E.A. Sports Today

Saylors’ big adventure

[corner-ad id=1]‘It just never dawned on me to stop hitting that driver,’ player says after taking 17 on par-5

Ted Saylor rechecks his scorecard after Sunday's round in the Cider Ridge Invitational. (Photo by B.J. Franklin)

Ted Saylor rechecks his scorecard after Sunday’s round in the Cider Ridge Invitational. (Photo by B.J. Franklin)

By Al Muskewitz
East Alabama Sports Today

OXFORD — Ted Saylors can laugh about it now, but it wasn’t so funny at the time.

Saylors endured a hole in Sunday’s final round of the Cider Ridge Invitational that would have left many storming off the course, slamming trunk lids and maybe even breaking a few clubs when he took a 17 on the par-5 ninth.

But doing none of that, he stuck it out, and was as much a part of the post-round conversation as Ty Cole’s victory.

“It just never dawned on me to stop hitting that driver,” Saylors said. “It was really kind of embarrassing.”

The adventure started innocently enough with a drive hooking out of bounds, so following the rules — there are OB stakes down both edges of the fairway — he teed up another one and it goes out of bounds.

He proceeded to hook six drives OB total – all of which landed within 20 feet of each other — before finally grabbing a 3-iron that almost became No. 7 before bouncing back into play.

His first shot from anywhere other than a tee box was another 3-iron to get in the fairway, then he punched an 8-iron onto the green and two-putted from 20 feet for his triple par and then some.

“I was 2-over going into the hole and was really looking forward to making birdie,” he said. “I hit all of them good. After that I’m sitting there in the cart and I’m like ‘Oh my gosh.’ Then I thought it’s just a game and I thought about my daughter.

“I was coming around the corner down there and all of that just kind of ran through my head. I thought let’s go to the back side and try to shoot under par; that’d be a good story. I got 1-over, which is good enough.”

Saylors, a 41-year-old Chattanooga surgical tech who was a longtime member at Anniston Country Club, is in some grand company. Tom Weiskopf famously took a 13 on the 12th at Augusta. Kevin Na took a 16 on a par-4 at the 2011 Valero Texas Open. John Daly – oh, John Daly — took an 18 on par-5 sixth at Bay Hill in 1998, a 14 on the 18th at Pebble, a 13 in the John Deere and was on his way to even bigger numbers when he walked off the 11th hole in the Australian Open in 2011.

At least Saylors stuck this one out, although in an earlier time in his playing career he might not have had any clubs left to continue. He apologized to playing partners for subjecting them to such painful maneuvers, but they admired his stick-to-it-iveness through his Tin Cup moment.

“After the first couple ones we were just in shock watching them go in, seeing another one and another one,” Adrian Geeting said. “We never really did see them, we could just hear them hitting in the woods.

“I’ve never seen that before – ever. We were wondering if he was going to walk off, because it would’ve been easy to quit and he kept hitting it. He didn’t say a word for a couple holes, but he was fine after that. I told him afterwards 95 percent of the people in this tournament would have walked off, but he stuck it out.”

Saylors wasn’t the only player to run into trouble on that hole Sunday. Luke Armstrong took a 13 there.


◆ **WORK REQUEST**
Whenever "filled" appears in a line, please copy that line from the data.

◆ **EXERCISE MATERIALS**

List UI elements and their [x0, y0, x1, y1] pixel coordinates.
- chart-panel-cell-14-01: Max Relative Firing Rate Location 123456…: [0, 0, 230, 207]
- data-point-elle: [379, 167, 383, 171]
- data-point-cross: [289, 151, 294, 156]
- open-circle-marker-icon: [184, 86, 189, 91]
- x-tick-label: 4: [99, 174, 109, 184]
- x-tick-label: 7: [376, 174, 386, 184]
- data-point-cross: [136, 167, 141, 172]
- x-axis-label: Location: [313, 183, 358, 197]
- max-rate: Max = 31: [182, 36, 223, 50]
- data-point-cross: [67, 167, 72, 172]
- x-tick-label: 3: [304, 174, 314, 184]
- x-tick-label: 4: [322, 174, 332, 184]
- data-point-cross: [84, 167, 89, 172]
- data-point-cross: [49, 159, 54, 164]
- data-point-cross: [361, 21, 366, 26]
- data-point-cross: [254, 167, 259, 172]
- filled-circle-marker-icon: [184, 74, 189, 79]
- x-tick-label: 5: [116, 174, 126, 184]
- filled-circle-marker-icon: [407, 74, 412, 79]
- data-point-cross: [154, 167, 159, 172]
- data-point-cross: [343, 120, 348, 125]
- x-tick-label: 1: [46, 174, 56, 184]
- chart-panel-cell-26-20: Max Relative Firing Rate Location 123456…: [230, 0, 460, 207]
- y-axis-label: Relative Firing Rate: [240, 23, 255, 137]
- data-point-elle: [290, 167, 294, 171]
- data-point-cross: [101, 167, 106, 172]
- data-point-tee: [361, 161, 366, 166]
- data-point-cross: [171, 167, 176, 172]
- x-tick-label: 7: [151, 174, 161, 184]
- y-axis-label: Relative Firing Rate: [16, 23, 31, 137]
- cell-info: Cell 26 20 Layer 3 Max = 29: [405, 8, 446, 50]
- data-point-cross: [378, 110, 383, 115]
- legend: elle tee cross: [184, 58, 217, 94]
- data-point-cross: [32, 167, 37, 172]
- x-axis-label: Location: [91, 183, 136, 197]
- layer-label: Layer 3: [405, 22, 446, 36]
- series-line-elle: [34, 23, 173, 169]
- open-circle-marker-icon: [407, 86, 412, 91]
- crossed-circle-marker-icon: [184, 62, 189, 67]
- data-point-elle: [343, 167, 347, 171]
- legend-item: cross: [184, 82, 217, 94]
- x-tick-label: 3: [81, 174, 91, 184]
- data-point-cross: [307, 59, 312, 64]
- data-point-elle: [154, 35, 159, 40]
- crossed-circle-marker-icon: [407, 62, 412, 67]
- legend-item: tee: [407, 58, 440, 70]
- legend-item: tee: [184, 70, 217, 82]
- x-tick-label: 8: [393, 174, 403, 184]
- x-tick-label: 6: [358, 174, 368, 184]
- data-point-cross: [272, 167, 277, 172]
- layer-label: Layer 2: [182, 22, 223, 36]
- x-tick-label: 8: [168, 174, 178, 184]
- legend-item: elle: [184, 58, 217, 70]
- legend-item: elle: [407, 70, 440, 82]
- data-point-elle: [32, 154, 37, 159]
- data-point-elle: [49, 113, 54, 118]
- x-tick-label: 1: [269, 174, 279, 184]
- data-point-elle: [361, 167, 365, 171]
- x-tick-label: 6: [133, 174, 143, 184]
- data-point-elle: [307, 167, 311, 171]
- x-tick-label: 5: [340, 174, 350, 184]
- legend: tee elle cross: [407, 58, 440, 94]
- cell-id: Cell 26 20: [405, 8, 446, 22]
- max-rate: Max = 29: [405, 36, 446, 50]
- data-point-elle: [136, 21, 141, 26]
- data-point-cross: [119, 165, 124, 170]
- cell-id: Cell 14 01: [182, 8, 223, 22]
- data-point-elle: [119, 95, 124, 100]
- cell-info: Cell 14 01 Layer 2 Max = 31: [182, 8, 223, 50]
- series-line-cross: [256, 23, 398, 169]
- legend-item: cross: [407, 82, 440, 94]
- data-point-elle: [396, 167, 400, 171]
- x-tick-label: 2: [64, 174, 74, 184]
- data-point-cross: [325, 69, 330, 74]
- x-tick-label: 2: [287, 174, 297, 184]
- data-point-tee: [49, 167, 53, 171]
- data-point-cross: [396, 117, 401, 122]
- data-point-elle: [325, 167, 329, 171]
* * *
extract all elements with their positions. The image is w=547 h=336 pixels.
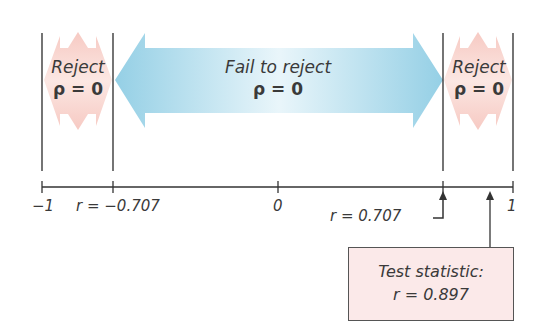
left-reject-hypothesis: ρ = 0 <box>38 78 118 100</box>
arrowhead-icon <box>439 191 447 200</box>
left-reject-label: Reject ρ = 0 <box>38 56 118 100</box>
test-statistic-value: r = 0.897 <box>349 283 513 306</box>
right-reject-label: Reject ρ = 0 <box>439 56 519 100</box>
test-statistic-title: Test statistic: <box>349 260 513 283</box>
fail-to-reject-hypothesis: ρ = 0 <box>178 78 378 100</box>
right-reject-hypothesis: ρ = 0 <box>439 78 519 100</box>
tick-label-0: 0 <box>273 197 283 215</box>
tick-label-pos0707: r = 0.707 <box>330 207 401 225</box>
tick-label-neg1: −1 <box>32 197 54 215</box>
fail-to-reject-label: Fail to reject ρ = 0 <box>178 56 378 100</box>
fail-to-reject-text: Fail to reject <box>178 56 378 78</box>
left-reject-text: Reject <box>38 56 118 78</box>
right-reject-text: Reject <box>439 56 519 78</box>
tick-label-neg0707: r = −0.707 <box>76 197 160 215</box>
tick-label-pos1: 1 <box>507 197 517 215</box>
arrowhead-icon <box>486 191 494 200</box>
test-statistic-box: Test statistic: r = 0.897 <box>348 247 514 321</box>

◆ **COMPLETED EXERCISE**
- filled-circle-marker-icon: [184, 74, 189, 79]
- filled-circle-marker-icon: [407, 74, 412, 79]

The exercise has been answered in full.